§ Exercise directions
Could you write out exactly, and only, the lines from the one containing "At what (x,y)" through the last line of the data, leaving out all pictures?
** The data follows **
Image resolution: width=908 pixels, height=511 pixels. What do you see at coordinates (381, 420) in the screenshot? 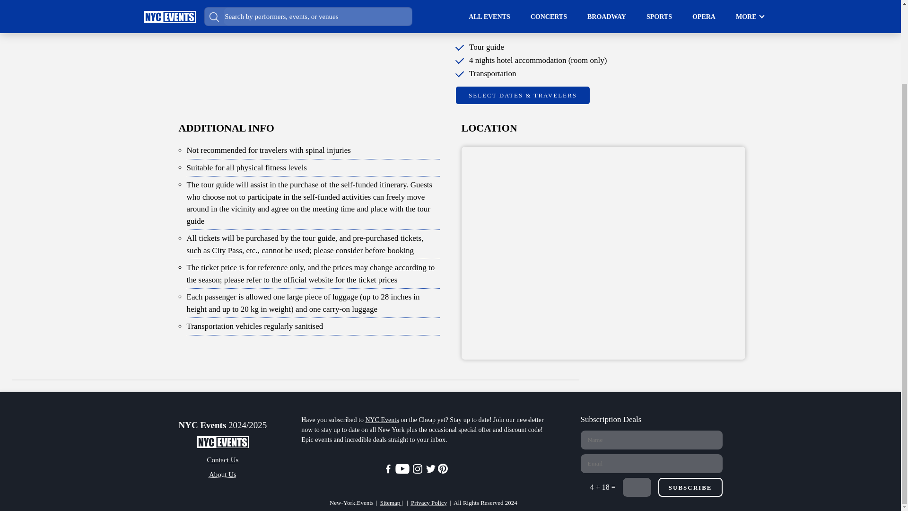
I see `NYC Events` at bounding box center [381, 420].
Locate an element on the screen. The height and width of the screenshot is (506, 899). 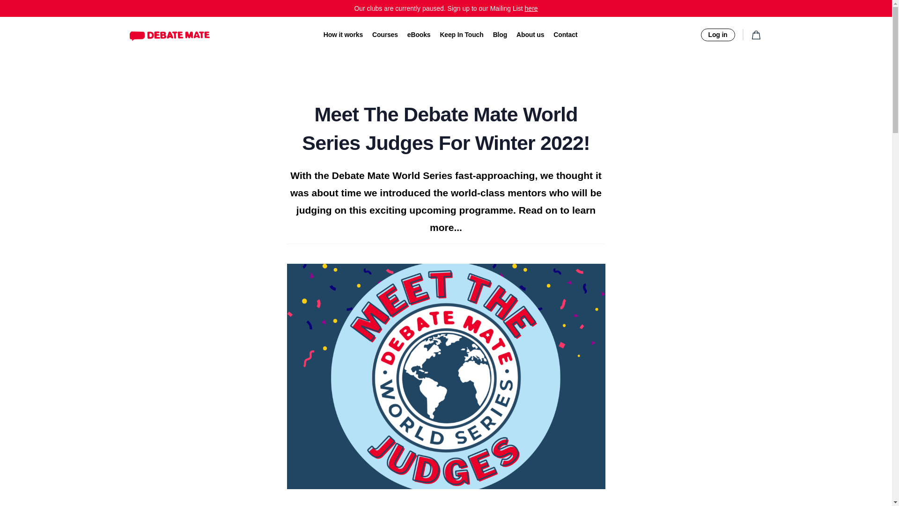
About us is located at coordinates (530, 35).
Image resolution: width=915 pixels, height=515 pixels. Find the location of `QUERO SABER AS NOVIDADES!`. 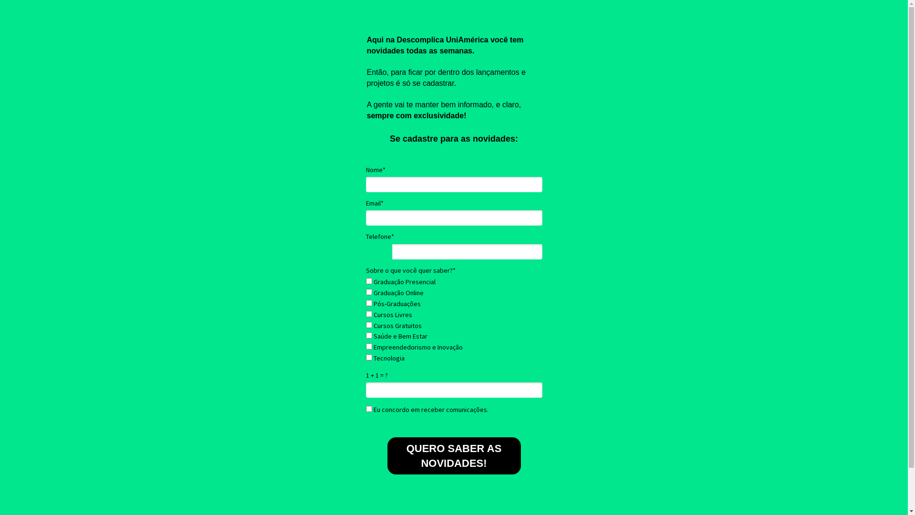

QUERO SABER AS NOVIDADES! is located at coordinates (454, 455).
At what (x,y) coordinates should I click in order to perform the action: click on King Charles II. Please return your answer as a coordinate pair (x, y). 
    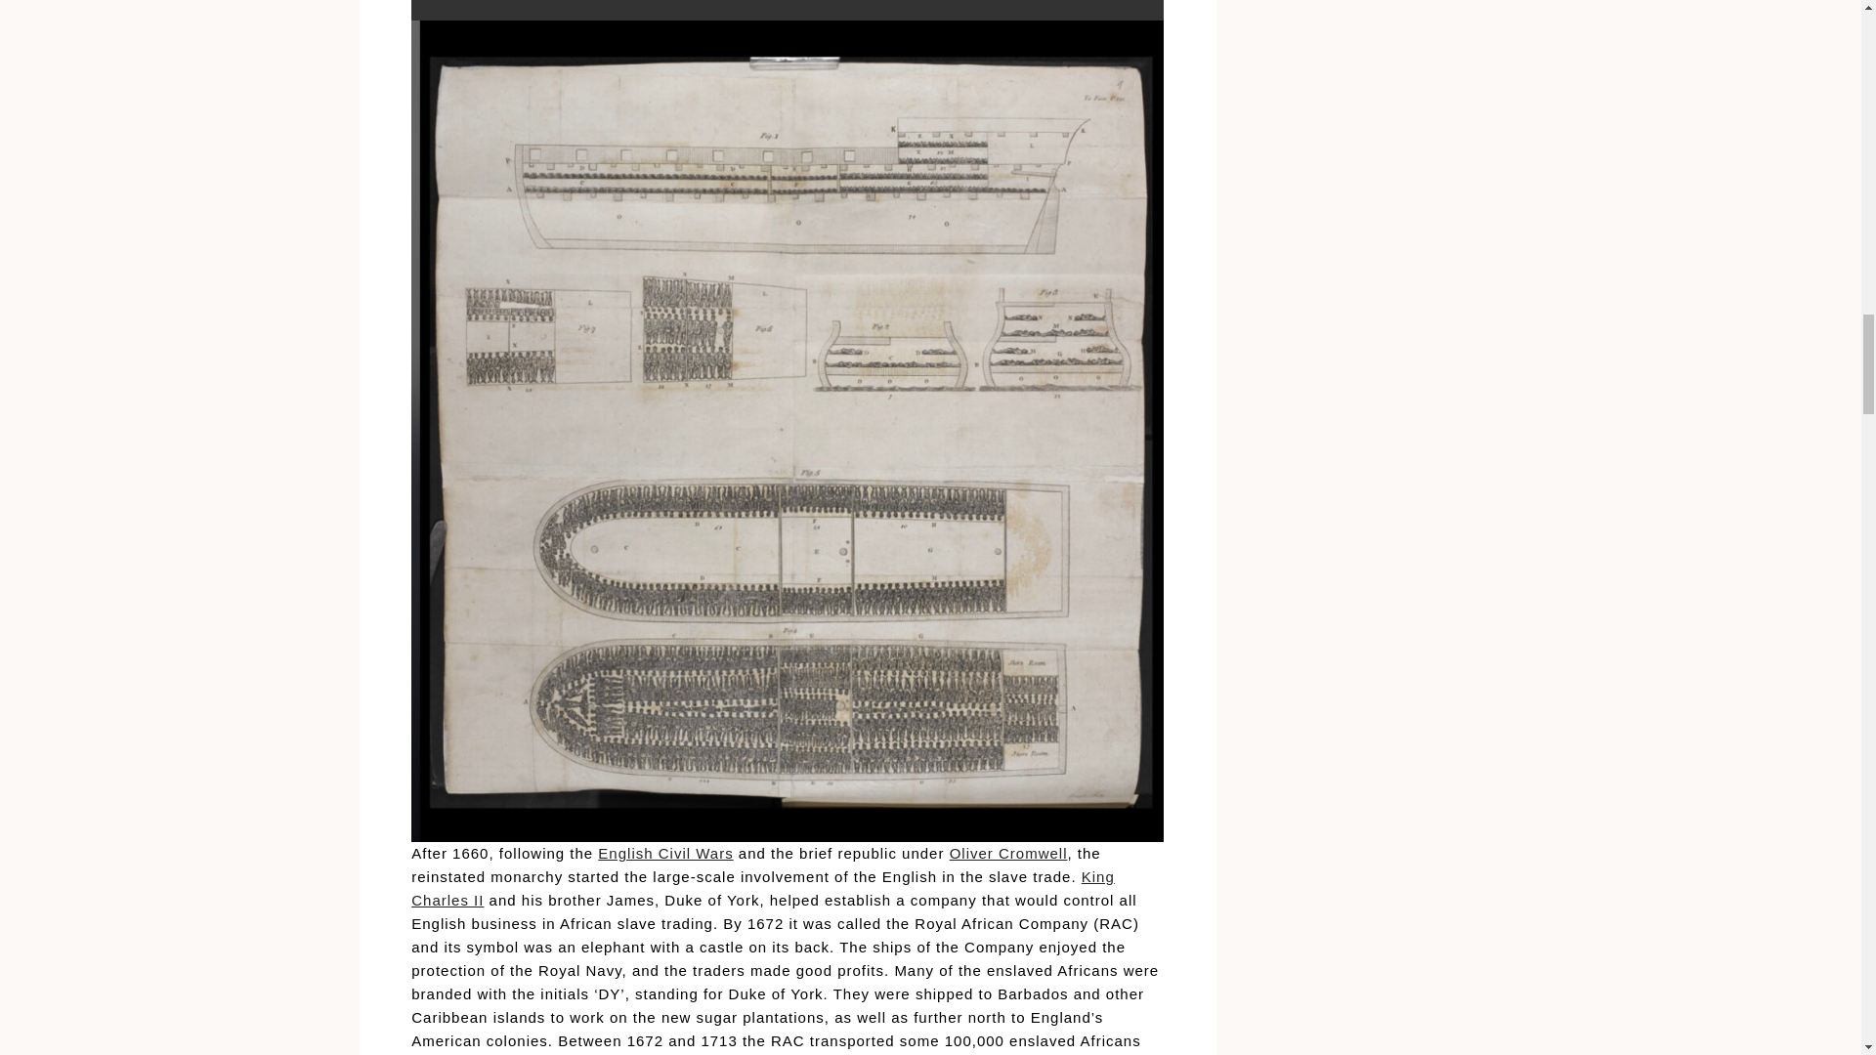
    Looking at the image, I should click on (762, 887).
** End of The data **
§ Response area
At what (x,y) coordinates should I click in order to perform the action: click on King Charles II. Please return your answer as a coordinate pair (x, y). 
    Looking at the image, I should click on (762, 887).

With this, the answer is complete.